In December 2005, seven members of Witnesses Against Torture participated in a peace march from Santiago, Cuba to Guantanamo to draw attention to allegations of torture of Guantanamo prisoners. The march took five days to cover the approximately 70 miles with the marchers walking along the road by day and camping at the roadside by night. Cuban military authorities would not let the marchers approach the U.S. base, which is ringed with a mine field, but allowed them to cross into the Cuban military zone that borders the base in a gesture of solidarity with their cause. The protestors camped about five miles from the prison, praying and fasting for four days. Upon their return to the U.S. the WAT marchers were served papers by the U.S. Treasury Departments Office of Foreign Assets Control stating they had violated the U.S. prohibition against travel to Cuba and could face 10 years in prison or a $250,000 fine for their actions. The people who torture prisoners at Guantanamo face no such investigation or punishment.
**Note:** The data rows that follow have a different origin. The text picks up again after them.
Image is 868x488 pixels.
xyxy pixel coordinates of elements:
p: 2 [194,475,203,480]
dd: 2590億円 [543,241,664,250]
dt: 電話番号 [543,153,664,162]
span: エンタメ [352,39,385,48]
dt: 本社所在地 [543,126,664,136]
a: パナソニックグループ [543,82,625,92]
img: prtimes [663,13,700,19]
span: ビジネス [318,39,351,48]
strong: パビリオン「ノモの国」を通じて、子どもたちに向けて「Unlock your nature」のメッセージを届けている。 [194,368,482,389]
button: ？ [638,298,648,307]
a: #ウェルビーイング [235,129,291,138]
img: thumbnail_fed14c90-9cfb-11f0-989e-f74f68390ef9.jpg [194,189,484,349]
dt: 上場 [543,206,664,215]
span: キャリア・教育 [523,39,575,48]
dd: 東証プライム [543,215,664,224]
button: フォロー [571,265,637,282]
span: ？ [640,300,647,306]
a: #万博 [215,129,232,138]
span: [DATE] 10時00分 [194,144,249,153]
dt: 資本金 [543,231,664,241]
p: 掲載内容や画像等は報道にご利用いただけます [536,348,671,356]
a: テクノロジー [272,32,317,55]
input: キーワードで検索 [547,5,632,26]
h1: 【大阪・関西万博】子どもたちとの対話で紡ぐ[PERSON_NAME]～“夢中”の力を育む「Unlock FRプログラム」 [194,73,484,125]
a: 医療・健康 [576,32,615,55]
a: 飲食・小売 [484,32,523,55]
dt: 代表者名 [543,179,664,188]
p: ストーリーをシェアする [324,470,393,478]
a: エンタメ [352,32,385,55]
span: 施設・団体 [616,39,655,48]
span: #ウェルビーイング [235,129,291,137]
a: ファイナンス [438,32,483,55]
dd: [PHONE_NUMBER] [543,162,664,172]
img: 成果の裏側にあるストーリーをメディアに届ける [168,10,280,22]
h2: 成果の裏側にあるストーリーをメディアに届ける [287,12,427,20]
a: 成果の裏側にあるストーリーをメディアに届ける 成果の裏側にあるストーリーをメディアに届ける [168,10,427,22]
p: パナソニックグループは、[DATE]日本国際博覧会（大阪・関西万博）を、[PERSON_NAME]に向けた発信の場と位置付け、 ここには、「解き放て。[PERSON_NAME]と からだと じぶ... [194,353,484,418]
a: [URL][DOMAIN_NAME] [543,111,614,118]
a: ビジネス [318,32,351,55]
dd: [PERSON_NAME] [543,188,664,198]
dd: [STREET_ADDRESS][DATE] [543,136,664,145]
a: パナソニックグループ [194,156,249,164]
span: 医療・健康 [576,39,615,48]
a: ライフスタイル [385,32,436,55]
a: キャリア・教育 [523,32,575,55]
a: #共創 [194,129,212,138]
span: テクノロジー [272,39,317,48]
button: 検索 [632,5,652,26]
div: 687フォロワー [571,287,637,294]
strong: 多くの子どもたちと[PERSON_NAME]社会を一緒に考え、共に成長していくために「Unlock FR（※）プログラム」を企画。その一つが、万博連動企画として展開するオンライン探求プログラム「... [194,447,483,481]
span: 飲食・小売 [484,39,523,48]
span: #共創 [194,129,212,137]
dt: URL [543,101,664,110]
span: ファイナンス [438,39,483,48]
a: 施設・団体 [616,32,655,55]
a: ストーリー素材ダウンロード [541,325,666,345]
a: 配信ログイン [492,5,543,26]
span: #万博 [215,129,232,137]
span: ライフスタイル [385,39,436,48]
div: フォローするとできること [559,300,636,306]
Ironically, U.S. officials have refused to discharge about 150 Guantanamo prisoners who were never charged with any crime and who have been cleared for release, claiming concern for human rights violations if they are returned to their home countries. Only ten of the prisoners housed at Guantanamo have actually been charged with offenses against the U.S. and face military trials.

Sources: The Guantanamo Detainees: The Governments Story (the text of which is available on the PLN website), Washington Post, Associated Press, WAT Press Release (available at www.witnesstorture.org/node/158)

As a digital subscriber to Prison Legal News, you can access full text and downloads for this and other premium content.